Service and therapy dogs can help humans.

They say dogs are humans' best friends, and all dogs enrich their humans' lives by being around. Some dogs go a step further and help humans navigate through certain health conditions.

Sick Patients Can Be Calmed by Therapy Dogs

Therapy dogs can help hospitalized patients by decreasing their blood pressure and relieving their stress. A study being conducted now is looking at the effects of therapy dogs on pediatric cancer patients and finding that their stress levels, blood pressure, and heart rates are lowered by canine visits. In fact, therapy dogs have a positive effect on sick kids' parents' stress levels, too (Amy McCullough, 2015).

Service Dogs Improve Quality of Life for People with Many Conditions

Dogs can be trained to provide service for humans with a myriad of conditions. Without their dogs' help, these humans' lives would most likely be significantly more challenging. In some cases, service dogs give people independence. In others, they provide emotional support. Still other trained dogs monitor people for medical complications.

Some of the human conditions for which dogs can be trained to give aid include:

  • Blindness. Dogs can learn to guide blind people, giving them more independence than they may otherwise enjoy.
  • Deafness. Service dogs can be trained to alert deaf people to certain noises, both in their homes and while out and about.
  • Seizures.
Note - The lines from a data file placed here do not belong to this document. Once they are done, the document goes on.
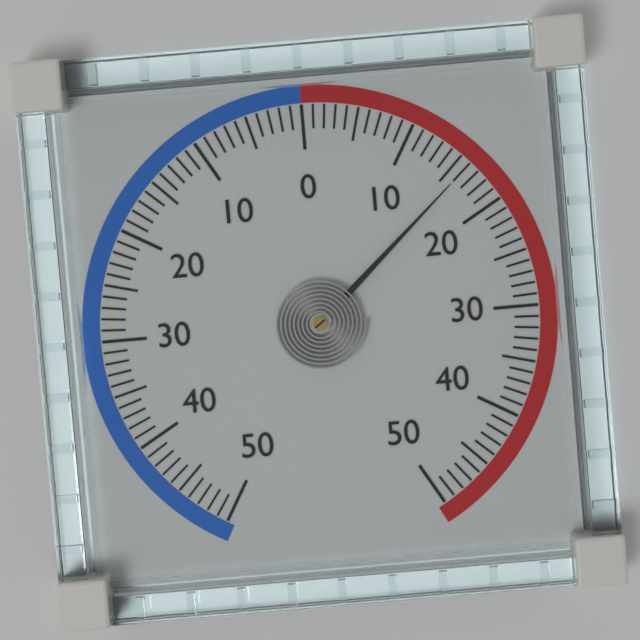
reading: 16 (no unit)
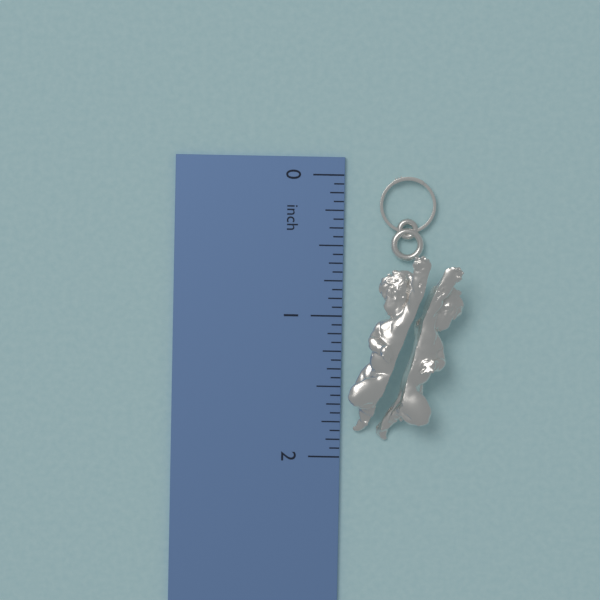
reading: 1.8750 inch
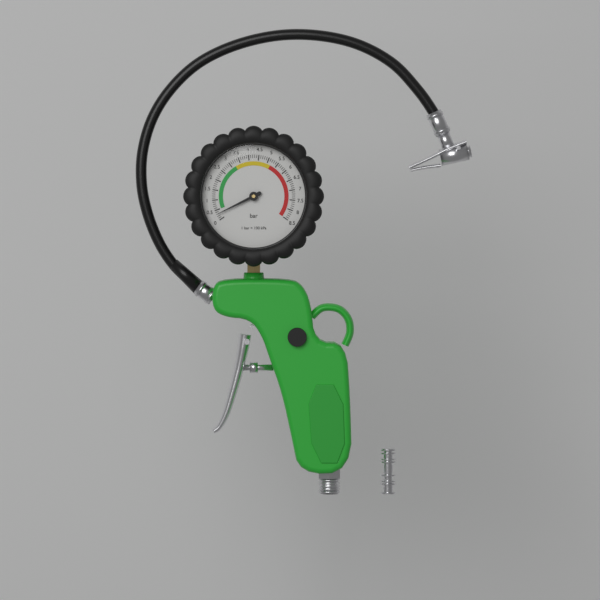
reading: 0.3 bar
Dogs can learn to sense an impending seizure in their human before the person feels any symptoms. This early warning can allow the person to get to a safe place before the seizure.
  • PTSD or emotional challenges. Service dogs can be trained to recognize the signs of emotional distress in people with PTSD, anxiety, panic, or other emotional conditions and give support to the person by staying close, engaging with and distracting the sufferer, and giving love.
  • Mobility limitations. People who are in wheelchairs or have other mobility difficulties can use service dogs to help them with tasks and to aid them in getting around.
  • Type 1 diabetes. Dogs can be trained to recognize the signs of a rapidly dropping blood sugar level in their human and alert the person, who sometimes doesn't feel the symptoms. This allows the person to treat the low sugar level before they have more severe or dangerous symptoms such as dizziness, nausea, and seizures.
  • Autism. Kids on the autism spectrum can use a service dog for emotional help, and the dog can also be trained to keep the child from wandering off, a common problem with kids with ASD.

Our dogs are truly our best friends and, in the case of service and therapy dogs, they can be our lifelines or our ticket to independence. Talk with your doctor if you think a service dog would be of benefit to you.


Works Cited

  1. Amy McCullough, P. M. (2015, Oct. 25). The Effects of Animal-Assisted Interventions (AAIs) for Pediatric Oncology Patients, Their Parents, and Therapy Dogs at Five Hospital Sites. Retrieved from AAP Experience.